Abstract
Titan's inventory of organic surface materials
Johns Hopkins University Applied Physics Laboratory, Laurel, Maryland, USA
Jet Propulsion Laboratory, California Institute of Technology, Pasadena, California, USA
U.S. Geological Survey, Flagstaff, Arizona, USA
Geological and Planetary Sciences, California Institute of Technology, Pasadena, California, USA
Geological and Planetary Sciences, California Institute of Technology, Pasadena, California, USA
Departments of Geophysics and Electrical Engineering, Stanford University, Stanford, California, USA
UMR 5804, Laboratorie d'Astrophysique de Bordeaux, Observatorie Aquitain des Sciences de l'Univers, Floirac, France
Department of Geological Sciences, Brigham Young University, Provo, Utah, USA
Lunar and Planetary Laboratory, University of Arizona, Tucson, Arizona, USA
Jet Propulsion Laboratory, California Institute of Technology, Pasadena, California, USA
Jet Propulsion Laboratory, California Institute of Technology, Pasadena, California, USA
Jet Propulsion Laboratory, California Institute of Technology, Pasadena, California, USA
Jet Propulsion Laboratory, California Institute of Technology, Pasadena, California, USA
Jet Propulsion Laboratory, California Institute of Technology, Pasadena, California, USA
Jet Propulsion Laboratory, California Institute of Technology, Pasadena, California, USA
Proxemy Research, Rectortown, Virginia, USA
Cassini RADAR observations now permit an initial assessment of the inventory of two classes, presumed to be organic, of Titan surface materials: polar lake liquids and equatorial dune sands. Several hundred lakes or seas have been observed, of which dozens are each estimated to contain more hydrocarbon liquid than the entire known oil and gas reserves on Earth. Dark dunes cover some 20% of Titan's surface, and comprise a volume of material several hundred times larger than Earth's coal reserves. Overall, however, the identified surface inventories (>3 × 104 km3 of liquid, and >2 × 105 km3 of dune sands) are small compared with estimated photochemical production on Titan over the age of the solar system. The sand volume is too large to be accounted for simply by erosion in observed river channels or ejecta from observed impact craters. The lakes are adequate in extent to buffer atmospheric methane against photolysis in the short term, but do not contain enough methane to sustain the atmosphere over geologic time. Unless frequent resupply from the interior buffers this greenhouse gas at exactly the right rate, dramatic climate change on Titan is likely in its past, present and future.
Received 2 October 2007; accepted 26 November 2007; published 29 January 2008.
Citation: (2008), Titan's inventory of organic surface materials, Geophys. Res. Lett., 35, L02206, doi:10.1029/2007GL032118.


▶ _WHAT IS REQUIRED_
Once the pictures are set aside, print the records that follow exactly as written.

▶ _RECORDS FOR THIS TASK_
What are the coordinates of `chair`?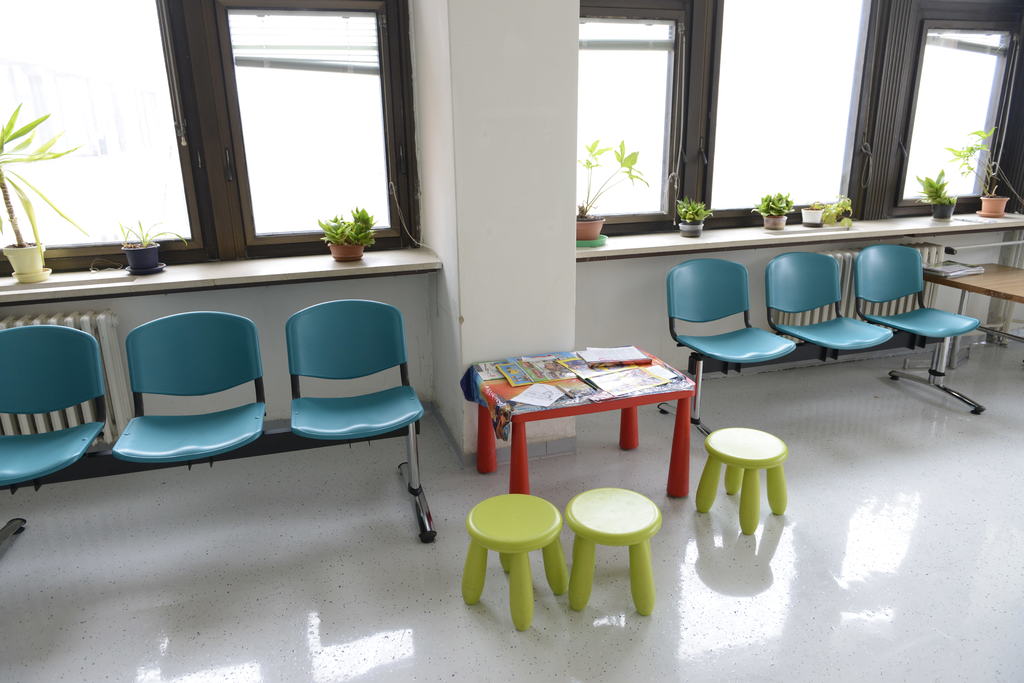
<box>111,309,266,465</box>.
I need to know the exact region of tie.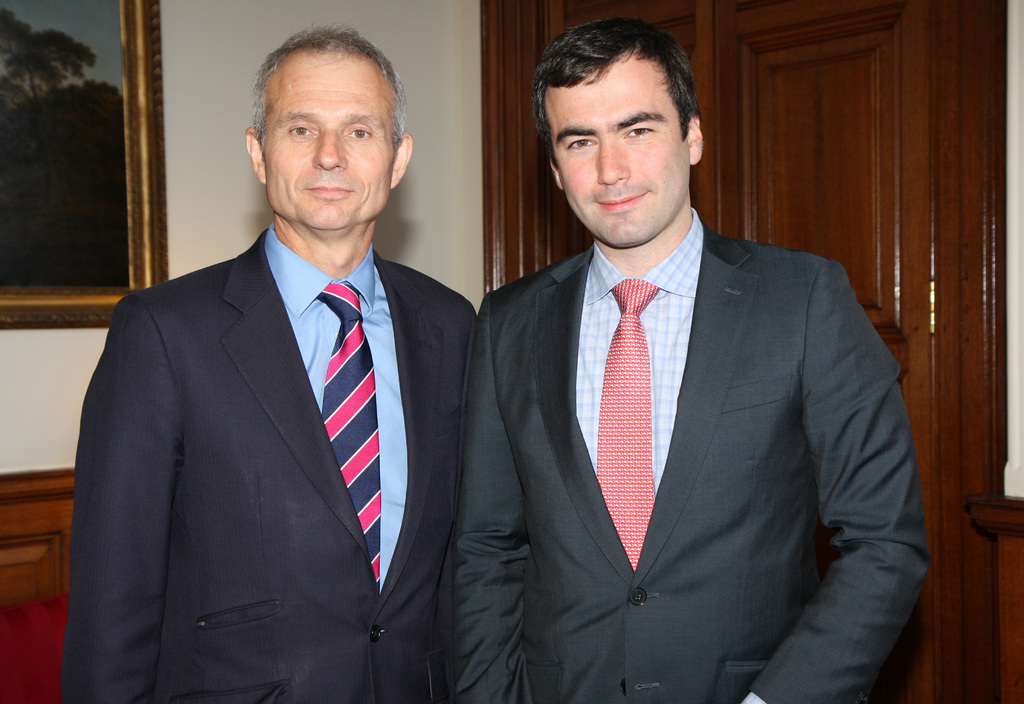
Region: bbox=(315, 278, 380, 598).
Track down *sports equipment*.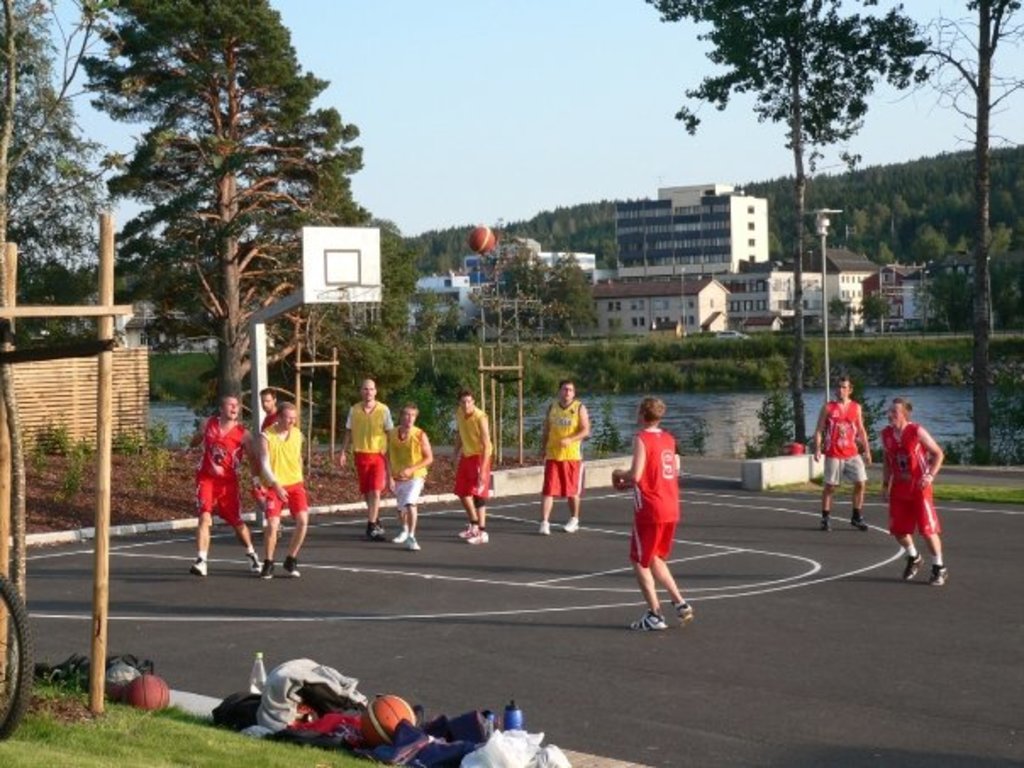
Tracked to detection(358, 693, 417, 748).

▶ _WRITTEN RESPONSE_
What are the coordinates of `chair`?
<box>111,309,266,465</box>.
I need to know the exact region of tie.
Region: bbox=(315, 278, 380, 598).
Track down *sports equipment*.
Tracked to detection(358, 693, 417, 748).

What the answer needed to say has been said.